Did economics fail?
Paul Krugman says that economics had the answer to how to respond to the crisis. It's just that policy failed to follow the prescription. The textbook said that private demand was deficient, and that what we needed was more public spending to fill the gap.
I don't think this tells even nearly all the story. The 'textbook' just isn't as unambiguous as PK would have you think. The reasonable and non-partisan economist could take widely differing views on what should be done. And many of these are built on models which are silent about the mechanisms that gave rise to the crisis in the first place. Economics hasn't properly resolved what caused the crisis nor how best to respond to it. All the big questions are still up for grabs. Into this gap plunged policymakers who had to do something about it without a clear prescription, and were given the opportunity to fashion a response that pandered to their own political instincts (UK Tory desire for a small state). In the case of the US, the up-for-grabness of the economics leant strength to the Tea Party Republicans pushing the argument that failed state policy could only be cured by less state, not more.
The old (but, historically, still 'post') Keynesian, IS/LM account of deficient demand, pretty much resembles the more modern account embedded in the rational expectations, sticky price models, dubbed 'new' Keynesian. But using these models to prescribe drastic fiscal expansions that greatly exceeded what we saw is problematic. In the UK, inflation exceeded target substantially. In the US, it has not fallen all that much below it. Modifications of the New Keynesian model that have a financial sector explain the recession as a dramatic constriction in credit supply that both strangles output, and creates inflationary pressure (offsetting the depressing effect on inflation coming from the fall in demand).
Following this line of argument, conventional demand-side fiscal policy was roughly on track. You might argue that we ought to have had very great deviations of above target inflation, and much looser conventional fiscal policy. But to do this you would have to ditch what those models say about the costs of inflation. They contain the view that inflation fluctuations are an order of magnitude more costly than fluctuations in real activity. So much the worse for them, you might say. And policy makers frequently have said this. But, with the models thus binned, you are in the dark about what should be done. And there's no way you can then argue that economics gives a clear answer, since you have discarded the one bottom-to-top [microfounded] answer it does give. Granted, not everyone goes in for bottom-to-topness. But that just reinforces my point that there is no sound economic answer.
Things are obviously worse than this, because the models that Paul Krugman is using to reason his way to arguing for a drastic further fiscal stimulus don't contain financial sectors. And the ones that get bolted onto the New Keynesian models to argue that policy was about right contain financial sectors that aren't subject to systemic runs; don't malfunction therefore in the way that the real one did.
One of the themes of the early post crisis debate was the controversy between those like the Tory-led Coalition in the UK who warned about the possibility of a run on UK sovereign bonds, and those like PK who dismissed these concerns as opportunistic invoking of the 'bond market fairy'.
PK would have history judge that he made the right call on this. Certainly there were no runs on UK or US bonds. But economics itself could not have given such an unambiguous a steer as PK claims. The literature on optimal fiscal policy is riddled with ambiguity. How to view what government does: wasteful, substituting, complementing private expenditure? How to model the possibility of runs, and on what they might depend? Whether to accept the possibility of the fiscal theory of the price level. [And whether this should be viewed as a difficulty or, as Sims sometimes suggested, an opportunity]. How to account for why people hold money. [Without a good account of that, we can't confidently say how they will price nominal bonds]. Whether the government can be viewed as being able to commit; if not, whether it can acquire a reputation for good behaviour. [If they can commit, then borrow now pay later strategies will work better]. Whether prices are sticky or not. [This affects how much work fiscal policy should do to stabilise]. How to assess the tensions in the intergenerational conflicts over fiscal policy. [Another take on the commitment problem]. How to produce normative guidelines for good fiscal policy that weighs concerns of competing generations. The imponderable questions regarding how policy should deal with uncertainty, applied to the task of designing fiscal policy. [How to weigh the unknown risks of a sovereign run, versus a deflationary spiral, for example].
I don't know what economics PK has read. But the miserably small quantity of serious reading I have managed on the above issues leaves me thinking that economics does not offer the clear advice PK claims. PK seems to be backing away from all these intractable debates about the detail, and saying that we can ignore it. Big picture, demand was weak, public demand had to be stronger. Politicians did not get this message clearly enough, and were able to ignore it. End of story. Well, maybe. Maybe not. Perhaps only great minds can see the wood for all these unfinished modelling trees. But to me it looks like a mess that many decades of future research may not sort out.
I think a plausible account of public policy failure is that our economics profession had not yet come up with clear answers. And in the absence of this politicians were free (or perhaps had no choice but) to be guided by their baser political imperatives.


▶ [WHAT IS BEING ASKED]:
Look through the listing below for the string "Erzeugung". Show each line where it occurs.

⁂

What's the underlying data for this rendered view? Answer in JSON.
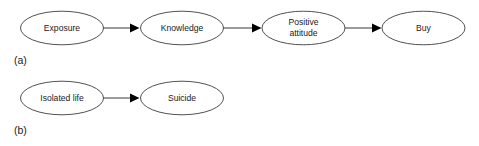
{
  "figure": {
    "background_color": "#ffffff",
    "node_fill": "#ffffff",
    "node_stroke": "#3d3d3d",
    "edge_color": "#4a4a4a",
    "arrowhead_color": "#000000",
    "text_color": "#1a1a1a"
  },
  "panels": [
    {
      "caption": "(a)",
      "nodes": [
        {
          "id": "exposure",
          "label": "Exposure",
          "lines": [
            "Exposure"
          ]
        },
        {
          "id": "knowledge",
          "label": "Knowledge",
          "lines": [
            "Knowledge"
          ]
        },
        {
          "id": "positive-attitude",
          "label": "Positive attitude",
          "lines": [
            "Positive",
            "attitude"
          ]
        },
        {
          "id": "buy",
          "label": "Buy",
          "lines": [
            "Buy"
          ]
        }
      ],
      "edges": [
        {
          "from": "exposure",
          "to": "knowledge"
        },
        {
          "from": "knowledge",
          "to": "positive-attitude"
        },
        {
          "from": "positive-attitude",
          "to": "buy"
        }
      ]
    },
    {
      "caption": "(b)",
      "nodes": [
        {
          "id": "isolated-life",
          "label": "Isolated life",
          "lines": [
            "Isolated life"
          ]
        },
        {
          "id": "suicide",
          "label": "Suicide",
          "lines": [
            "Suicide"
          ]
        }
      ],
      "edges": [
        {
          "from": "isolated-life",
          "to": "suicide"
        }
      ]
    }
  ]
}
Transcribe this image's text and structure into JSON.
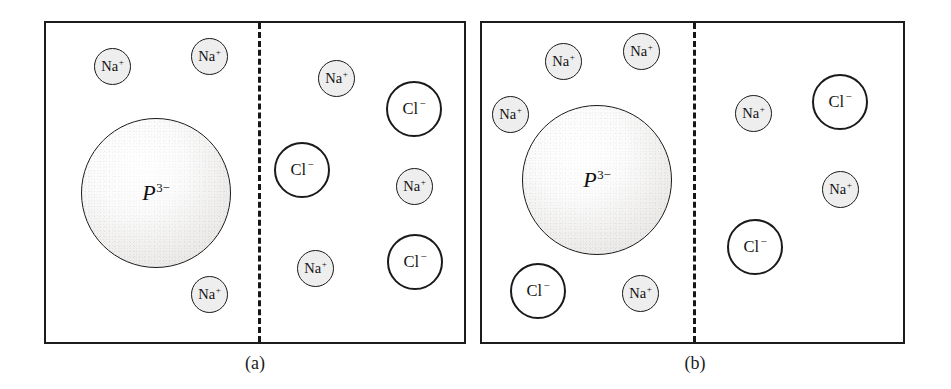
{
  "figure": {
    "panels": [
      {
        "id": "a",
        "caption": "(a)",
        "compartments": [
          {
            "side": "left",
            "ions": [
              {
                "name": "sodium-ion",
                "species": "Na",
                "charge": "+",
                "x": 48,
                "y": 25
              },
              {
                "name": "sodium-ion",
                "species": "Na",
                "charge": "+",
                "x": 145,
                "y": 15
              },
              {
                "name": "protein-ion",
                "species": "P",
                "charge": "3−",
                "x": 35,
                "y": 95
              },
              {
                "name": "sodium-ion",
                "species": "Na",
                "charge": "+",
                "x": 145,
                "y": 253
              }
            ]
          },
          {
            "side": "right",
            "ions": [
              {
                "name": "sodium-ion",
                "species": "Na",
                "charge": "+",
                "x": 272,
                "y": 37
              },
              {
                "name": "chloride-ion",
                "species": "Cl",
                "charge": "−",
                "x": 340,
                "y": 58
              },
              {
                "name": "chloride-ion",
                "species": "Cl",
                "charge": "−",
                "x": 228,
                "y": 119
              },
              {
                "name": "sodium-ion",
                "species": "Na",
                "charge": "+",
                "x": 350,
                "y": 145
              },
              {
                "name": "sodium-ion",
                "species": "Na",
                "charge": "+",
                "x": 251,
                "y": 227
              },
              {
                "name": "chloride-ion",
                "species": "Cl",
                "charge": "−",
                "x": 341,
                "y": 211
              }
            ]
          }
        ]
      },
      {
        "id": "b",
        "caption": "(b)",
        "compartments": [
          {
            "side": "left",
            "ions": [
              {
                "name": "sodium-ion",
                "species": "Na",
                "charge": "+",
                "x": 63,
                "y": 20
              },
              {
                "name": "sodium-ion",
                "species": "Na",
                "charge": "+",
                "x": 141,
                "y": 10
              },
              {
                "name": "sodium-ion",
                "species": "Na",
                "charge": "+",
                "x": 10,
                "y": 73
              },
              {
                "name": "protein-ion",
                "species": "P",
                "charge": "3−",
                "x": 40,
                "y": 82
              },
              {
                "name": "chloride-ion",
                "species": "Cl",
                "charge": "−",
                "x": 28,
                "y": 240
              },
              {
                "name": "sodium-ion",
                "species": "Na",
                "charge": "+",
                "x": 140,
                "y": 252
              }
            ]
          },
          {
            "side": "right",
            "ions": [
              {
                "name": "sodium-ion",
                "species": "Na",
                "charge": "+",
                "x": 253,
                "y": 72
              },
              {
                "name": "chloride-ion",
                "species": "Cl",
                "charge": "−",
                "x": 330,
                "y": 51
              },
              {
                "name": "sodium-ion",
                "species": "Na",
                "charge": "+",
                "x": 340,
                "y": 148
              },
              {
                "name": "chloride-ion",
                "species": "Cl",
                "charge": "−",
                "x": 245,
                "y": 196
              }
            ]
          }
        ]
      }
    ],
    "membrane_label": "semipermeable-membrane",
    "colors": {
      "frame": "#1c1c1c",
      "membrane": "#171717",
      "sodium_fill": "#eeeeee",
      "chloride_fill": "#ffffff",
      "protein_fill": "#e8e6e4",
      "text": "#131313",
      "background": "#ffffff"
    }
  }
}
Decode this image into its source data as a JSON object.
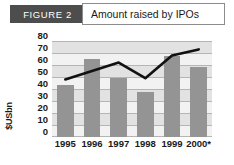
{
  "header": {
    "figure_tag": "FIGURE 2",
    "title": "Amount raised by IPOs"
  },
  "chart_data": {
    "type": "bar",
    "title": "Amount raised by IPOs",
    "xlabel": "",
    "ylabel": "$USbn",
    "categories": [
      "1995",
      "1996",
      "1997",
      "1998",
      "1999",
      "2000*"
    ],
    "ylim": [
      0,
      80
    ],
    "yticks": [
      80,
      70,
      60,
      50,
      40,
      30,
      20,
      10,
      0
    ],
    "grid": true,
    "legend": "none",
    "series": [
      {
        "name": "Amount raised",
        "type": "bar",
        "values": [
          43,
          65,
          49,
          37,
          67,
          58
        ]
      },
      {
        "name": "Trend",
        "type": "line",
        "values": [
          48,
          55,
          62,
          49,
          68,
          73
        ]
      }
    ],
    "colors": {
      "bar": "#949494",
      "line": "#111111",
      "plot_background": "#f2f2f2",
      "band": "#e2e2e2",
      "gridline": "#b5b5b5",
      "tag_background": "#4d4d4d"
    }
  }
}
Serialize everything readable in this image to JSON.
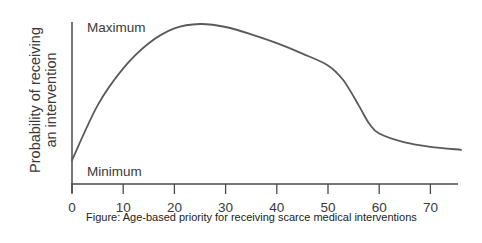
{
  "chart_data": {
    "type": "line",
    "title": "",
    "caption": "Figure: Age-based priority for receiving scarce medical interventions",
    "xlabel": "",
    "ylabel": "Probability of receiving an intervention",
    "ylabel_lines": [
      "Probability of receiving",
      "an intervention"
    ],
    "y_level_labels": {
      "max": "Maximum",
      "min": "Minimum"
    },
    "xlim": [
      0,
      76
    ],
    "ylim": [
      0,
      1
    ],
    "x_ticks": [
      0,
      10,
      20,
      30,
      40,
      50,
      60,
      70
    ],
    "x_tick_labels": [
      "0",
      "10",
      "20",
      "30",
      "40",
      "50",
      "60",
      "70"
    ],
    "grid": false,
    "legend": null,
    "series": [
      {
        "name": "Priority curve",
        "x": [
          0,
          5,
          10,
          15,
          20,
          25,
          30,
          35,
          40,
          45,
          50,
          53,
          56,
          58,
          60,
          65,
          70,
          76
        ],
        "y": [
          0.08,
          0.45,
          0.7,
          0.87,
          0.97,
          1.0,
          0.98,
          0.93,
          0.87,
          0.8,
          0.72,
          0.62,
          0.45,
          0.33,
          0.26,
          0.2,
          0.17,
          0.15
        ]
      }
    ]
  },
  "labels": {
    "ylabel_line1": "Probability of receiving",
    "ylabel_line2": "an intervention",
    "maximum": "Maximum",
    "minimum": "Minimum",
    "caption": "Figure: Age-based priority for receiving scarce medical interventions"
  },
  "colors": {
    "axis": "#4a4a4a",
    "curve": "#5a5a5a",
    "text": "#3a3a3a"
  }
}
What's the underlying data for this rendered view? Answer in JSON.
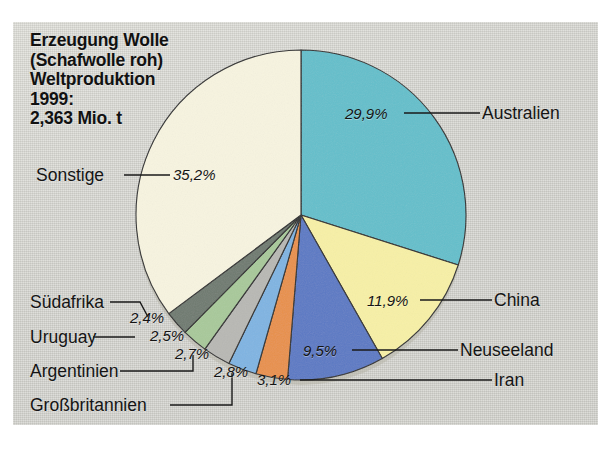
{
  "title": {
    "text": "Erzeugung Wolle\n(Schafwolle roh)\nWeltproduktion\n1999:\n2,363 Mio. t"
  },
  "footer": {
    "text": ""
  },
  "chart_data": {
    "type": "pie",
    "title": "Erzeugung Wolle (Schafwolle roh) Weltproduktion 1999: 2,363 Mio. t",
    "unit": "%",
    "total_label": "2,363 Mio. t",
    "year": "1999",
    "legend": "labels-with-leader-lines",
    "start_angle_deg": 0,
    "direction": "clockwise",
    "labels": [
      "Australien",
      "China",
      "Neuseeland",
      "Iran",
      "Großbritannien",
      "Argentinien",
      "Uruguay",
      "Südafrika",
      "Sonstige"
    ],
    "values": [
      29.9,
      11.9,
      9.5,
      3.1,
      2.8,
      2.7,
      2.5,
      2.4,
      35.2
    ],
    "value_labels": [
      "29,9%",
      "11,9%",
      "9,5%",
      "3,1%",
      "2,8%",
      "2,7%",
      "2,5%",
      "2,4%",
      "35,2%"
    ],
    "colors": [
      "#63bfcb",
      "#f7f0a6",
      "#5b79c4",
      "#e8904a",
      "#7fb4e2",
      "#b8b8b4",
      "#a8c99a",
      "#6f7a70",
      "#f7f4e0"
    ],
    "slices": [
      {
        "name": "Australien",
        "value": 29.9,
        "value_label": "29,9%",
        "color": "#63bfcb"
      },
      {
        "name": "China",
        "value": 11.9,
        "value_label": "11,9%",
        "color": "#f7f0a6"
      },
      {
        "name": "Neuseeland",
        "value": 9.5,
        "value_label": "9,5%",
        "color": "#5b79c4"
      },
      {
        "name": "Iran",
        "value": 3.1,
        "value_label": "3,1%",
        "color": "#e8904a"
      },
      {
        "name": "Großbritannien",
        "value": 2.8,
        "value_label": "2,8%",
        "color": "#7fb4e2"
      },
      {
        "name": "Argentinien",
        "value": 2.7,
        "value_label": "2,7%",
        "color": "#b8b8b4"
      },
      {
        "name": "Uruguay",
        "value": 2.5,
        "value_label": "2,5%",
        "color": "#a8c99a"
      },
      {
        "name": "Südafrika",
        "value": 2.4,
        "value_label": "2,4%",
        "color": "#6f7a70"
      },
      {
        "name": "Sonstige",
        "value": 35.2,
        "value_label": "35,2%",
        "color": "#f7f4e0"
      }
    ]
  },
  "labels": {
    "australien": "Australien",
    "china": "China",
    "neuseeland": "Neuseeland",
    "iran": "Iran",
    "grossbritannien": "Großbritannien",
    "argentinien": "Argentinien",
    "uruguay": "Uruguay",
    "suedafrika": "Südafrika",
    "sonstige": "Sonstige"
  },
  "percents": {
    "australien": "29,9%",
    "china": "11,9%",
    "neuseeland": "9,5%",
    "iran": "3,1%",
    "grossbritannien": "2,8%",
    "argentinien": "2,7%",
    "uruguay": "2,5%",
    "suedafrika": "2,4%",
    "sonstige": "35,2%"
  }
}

⁂

▶ [REPLY TO THE EXERCISE]:
    "text": "Erzeugung Wolle\n(Schafwolle roh)\nWeltproduktion\n1999:\n2,363 Mio. t"
    "title": "Erzeugung Wolle (Schafwolle roh) Weltproduktion 1999: 2,363 Mio. t",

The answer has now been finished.